I locked eyes with the blond bombshell one last time. “Good luck on teaching him how to pleasure a woman. You know what they say about teaching stupid dogs new tricks. Impossible.”
His mouth dropped open and she glared at me. “Maybe all he needed was someone worth pleasuring. Maybe a little brown church mouse wasn’t all that fun to play with.”
Oh, she did not go there. I spun on a heel and faced her. “Do I look like a little brown church mouse to you?”
She stood up on the bed, buck naked, and put her hands on her hips. “I think you wouldn’t know what fun was if it snuck up and bit you on the ass. Roger is better off with me. As is the money, because I’ll at least do something interesting with it.”

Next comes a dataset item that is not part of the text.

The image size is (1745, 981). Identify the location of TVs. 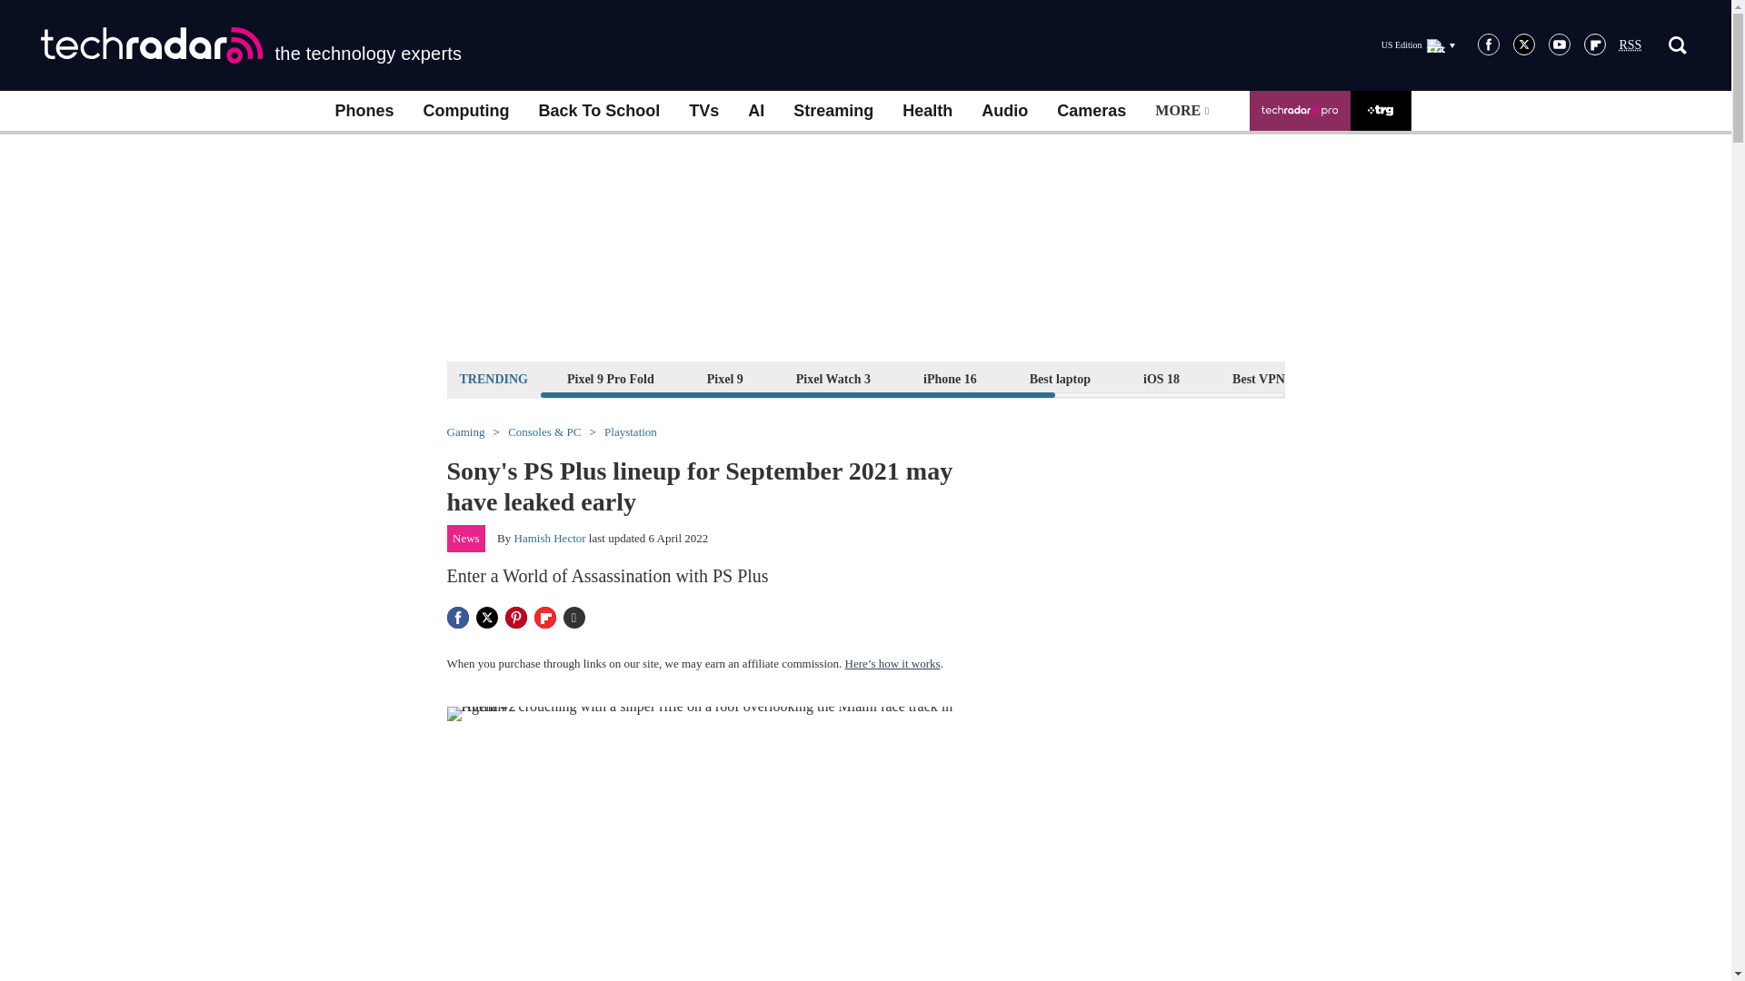
(703, 111).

Gobsmacked was the only word I had to identify the emotions running through me. A small part of me wanted to strangle her.
Okay, a large part.
The rest was just confused, and that part won out this time. “Our whole life together was a lie, wasn’t it?”
Roger shook his head, but I saw it in his eyes a split second before he lowered them. The truth. I was just a stepping-stone for him.
I snorted softly. “You two have fun. I’m taking you for everything you’ve got and then some. Rog.”
I turned again and headed down the stairs, making myself not hurry. Forcing my feet to go at a sedate pace. I refused to run from the two of them.
But maybe if I’d hurried, I would have made it out before the bad guys found me.
Okay, I was assuming they were bad guys. But really, good guys don’t burst into a house wielding large weapons.
Nor do they normally look like bulls from the waist down.
I swallowed hard. Here we go again.
CHAPTER 9
“I think you have the wrong house!” Roger yelled from the top of the stairs. “We gave at the office.”
I twisted around to glare at him, wondering what I’d ever seen in him. Spineless twit. No wonder he couldn’t even manage a cash register.
“You the Drakaina?” a deep voice asked.
The question turned me back to face the things in the lower foyer. Men from the waist up, bulls from the waist down, which included hairy legs, cloven hooves, and oversized bull bits. Each of them had a strap across his chest with an emblem engraved in gold. One that looked suspiciously like Achilles’s chiseled jaw.
“What’s a Drakaina?” Barbie whispered, and the Bull Boy at the front pointed his sword at her.
“Back away, puny human. The Drakaina is a dangerous beast full of poison.”
“Actually, poison is not quite right. Venom would be correct if you’re referring to my fangs.” I took a breath and backed up a step.
Bull Boy raised an eyebrow at me. “You the Drakaina?”
I shrugged as a niggling fear began to gnaw at the base of my neck. Achilles had sent his goons after me. I went with coy. “Maybe.”
“What do you mean, maybe?” He pointed his sword at me.
“She’s a human, not some draco thing,” Roger said, though his words wavered at the end. “Right, Alena?”
Bull Boy grinned up at me. “That’s her. Alena. Boss said it was her name.”
He took a step, his large hooves tromping onto the bottom stair. The wood groaned and I lifted an eyebrow. “I don’t think that was a good idea.”
“Drakaina, we’re taking you to Achilles.”
I glared at him. “What is it with all the men in my life trying to make me do what they want?”
Barbie snickered. “Because you haven’t learned yet to make them do what you want them to. Idiot.”
I didn’t want to think she had a point. But maybe she did.
Bull Boy let out a snort, leaned forward to step up . . . and went straight through the stairs, the old wood busting out underneath him with a monstrous screech of breaking lumber and rusted nails letting loose all at once. His hands flung up as he went down, and he bellowed as the house seemingly swallowed him whole. The remaining six Bull Boys stared at the hole, their hooves shuffling on the wooden floor. Their furry legs twitched as they backed away from the pitch-black hole.
“You’d better leave. I can’t guarantee the rest of you will make it out alive.” I took a step forward. They backed up farther, their eyes trained on my every move.
They were afraid of me.
A wild urge gripped me, a power like I’d never known. Not magic, but the realization that just by existing, I frightened them. Gathering myself, I leapt the rest of the way down the stairs and over the hole the lead bull had opened up in the floor. I landed in a crouch on the main floor. Achilles’s goons scattered to one side, the clatter of the hooves filling the air.
“Holy shit, she is a supernatural,” Roger breathed.
The bulls snorted, shaking their heads and holding their weapons out in front of them, though they were far less certain without their leader. Like a real herd of bovines, they weren’t about to step away from the group and face me on their own. I grabbed the front door, opened it, and moved to step through. Hanging beside me on the wall key ring was a set of keys with the name Barbie in bright-pink crystals. I scooped them up along with my set of keys from Vanilla and Honey. No way was Colleen getting her hands on these.
“Alena, you can’t leave us here with these things!” Roger yelled. I glanced up at him, the dark sheet he held to his waist highlighting how pale his skin was.
Barbie glared at me. “Don’t you dare touch my baby!”